Last, privileges on a vessel are attached to the following credits, which will be preferred over the credits mentioned in the paragraphs above, namely:

  • credits in respect of the sale price, construction, repair and equipping of the vessel;
  • credits in respect of supply of products or materials, which are indispensable for the trading or conservation of the vessel;
  • credits arising from contracts of passage money, affreightment or carriage of goods, including the indemnities for damages, lack and short deliveries in cargo and luggage, and the credits deriving from damages in respect of contamination or the spilling of hydrocarbons or other contaminating substances;
  • credits in respect of disbursements incurred by the master, agents or third parties, for account of the owner, for the purpose of trading the vessel, including agency service; and
  • credits in respect of insurance premiums concerning the vessel, be they hull, machinery or third-party liability.
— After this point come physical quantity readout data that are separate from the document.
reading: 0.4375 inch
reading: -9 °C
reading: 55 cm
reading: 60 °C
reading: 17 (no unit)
Likewise, privileges on cargo are attached to credits arising from the following cases:

  • legal and other disbursements caused by a lawsuit aimed at the preservation of the goods or the forced alienation and distribution of the yield, which is in the common interest of the creditors of the owner of the goods;
  • reimbursement of expenditure and remuneration related to salvage operations and to which cargo interests contribute, as well as general average contributions;
  • removal of shipwrecked goods; and
  • freight and accessory charges, including loading, discharging and warehousing costs when applicable.

In this respect, in Chile, shipowners or carriers are not entitled to retain cargo on board at the port of discharge in order to secure the freight payment. Instead, they may file an application before the competent judge at the port of discharge to deposit the goods with a third party in order to sell them at auction. This application is normally handled quickly. Charterers or consignees are able to release the goods if they provide enough security for the outstanding payment; the judge decides whether the security offered is adequate.
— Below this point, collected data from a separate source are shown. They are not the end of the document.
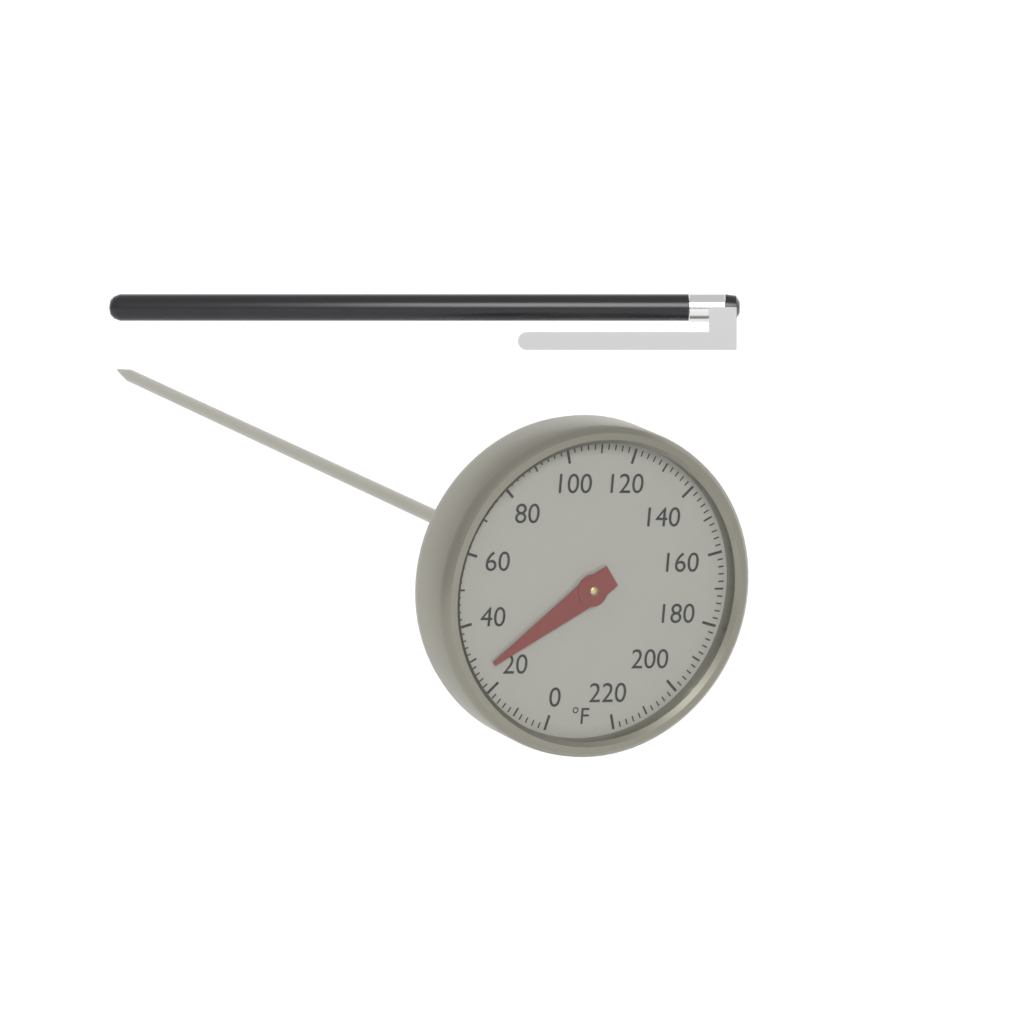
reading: 26 °F
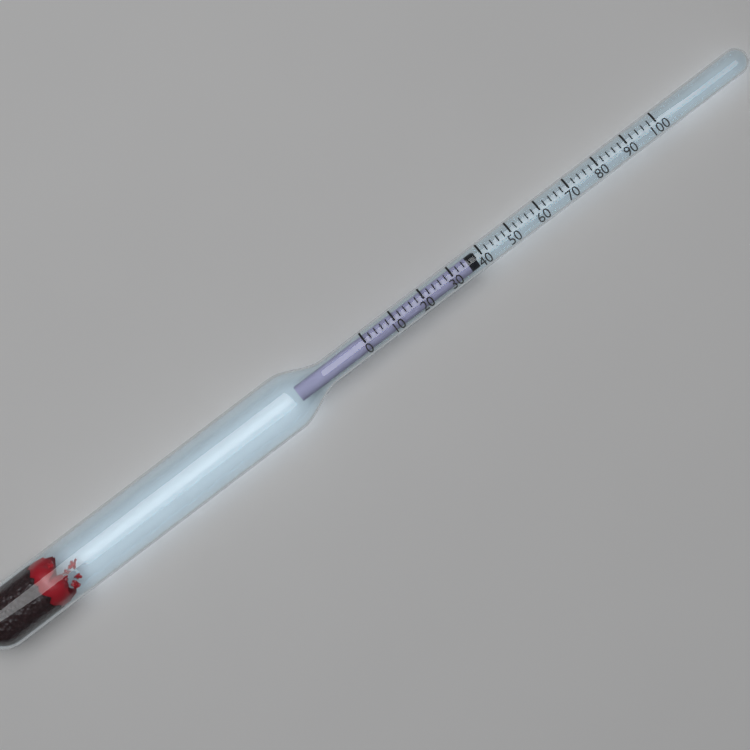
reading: 38 (no unit)
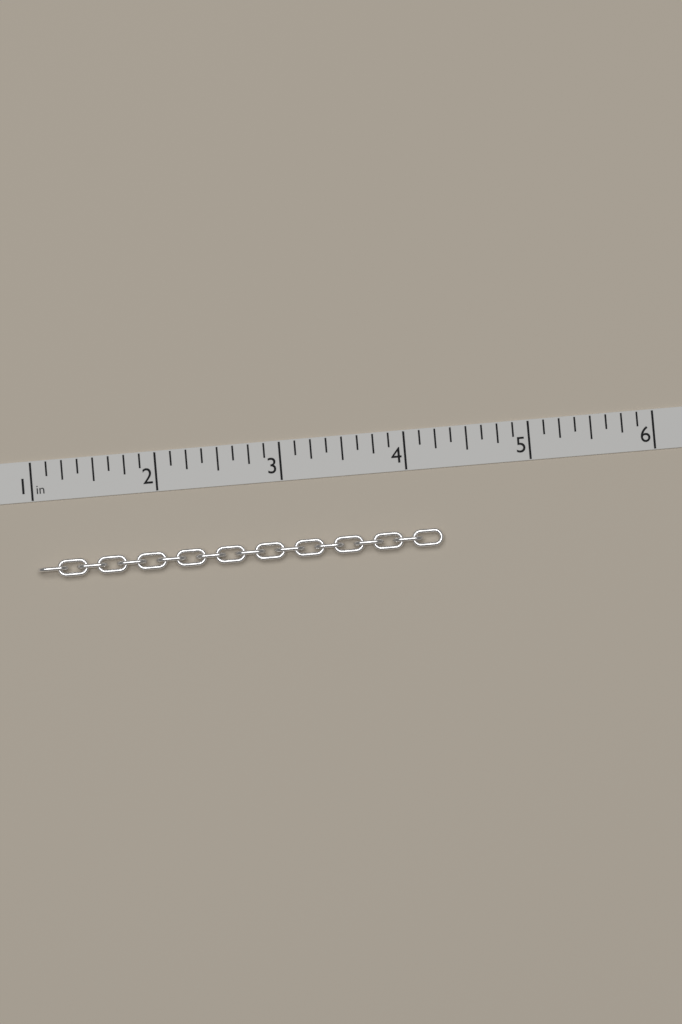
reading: 4.250 in
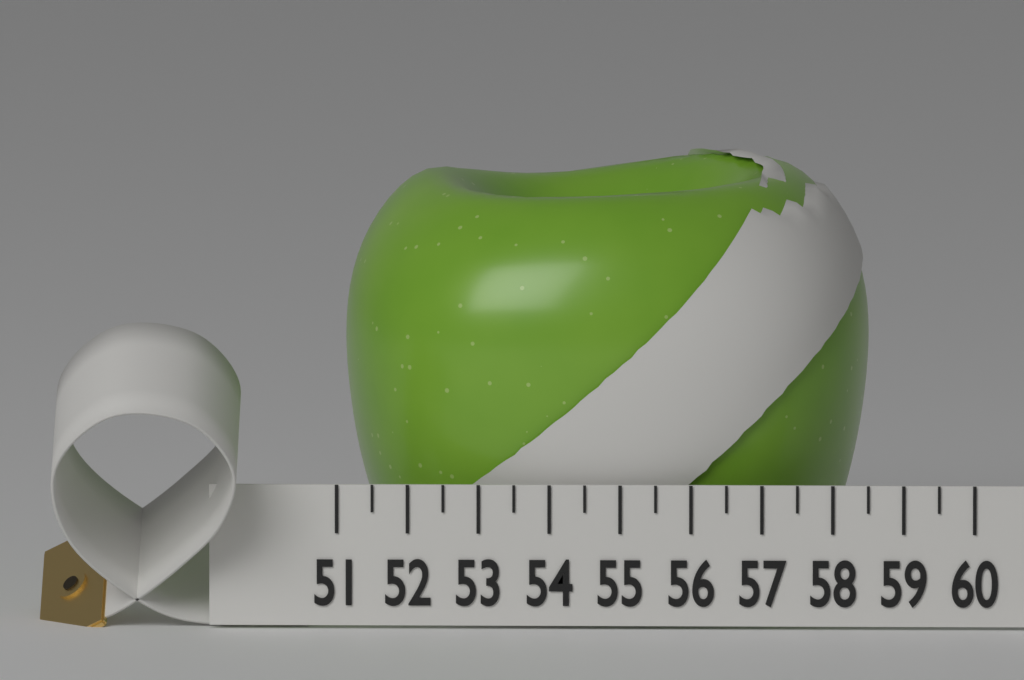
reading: 58.5 (no unit)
Delivery without bill of lading

What liability do carriers incur for delivery of cargo without production of the bill of lading and can they limit such liability?

The main regulations applicable to cargo delivery procedures are the Hamburg Rules, which have been incorporated without major changes into the Commercial Code (article 974 et seq) (see question 41). In addition, the Customs Ordinance, the Compendium of Customs Regulations, the Coastal Shipping Regulations and Customs resolutions regarding free trade zones are also applicable.

Although article 977 of the Commercial Code defines a ‘bill of lading’ as a document that obliges the carrier to deliver the goods upon presentation of the bill of lading to the carrier, under old customs regulations in place until 2005, this verification often could not take place. Customs Resolution No. 2250/05 overcame the problem of cargo delivery at Chilean ports without surrender of the original bill of lading - the problem arises as a result of the conflict between local shipping regulations and customs regulations. The resolution was issued after lengthy negotiations with the Customs Authority in the context of its internet systems integration project for the development of customs operations. As a result of the resolution, ocean carriers in Chile are now directly involved in cargo delivery procedures, both in practice and from a legal point of view, for the first time. Accordingly, under the new regulations, if carriers proceed to deliver cargo without production of the bill of lading, they can face both contractual and tort liability.

Regarding limitation, it would operate exclusively under the circumstances explained in question 10.

Shipper responsibilities and liabilities

What are the responsibilities and liabilities of the shipper?

The shipper is subject to a general rule that he or she is not liable for loss sustained by the carrier or the actual carrier, or for damage sustained by the ship, unless such loss or damage was caused by the fault or neglect of the shipper, his or her staff or agents. Nor is any servant or agent of the shipper liable for such loss or damage unless the loss or damage was caused by fault or neglect on his or her part. In addition, the shipper is subject to further special rules on dangerous goods.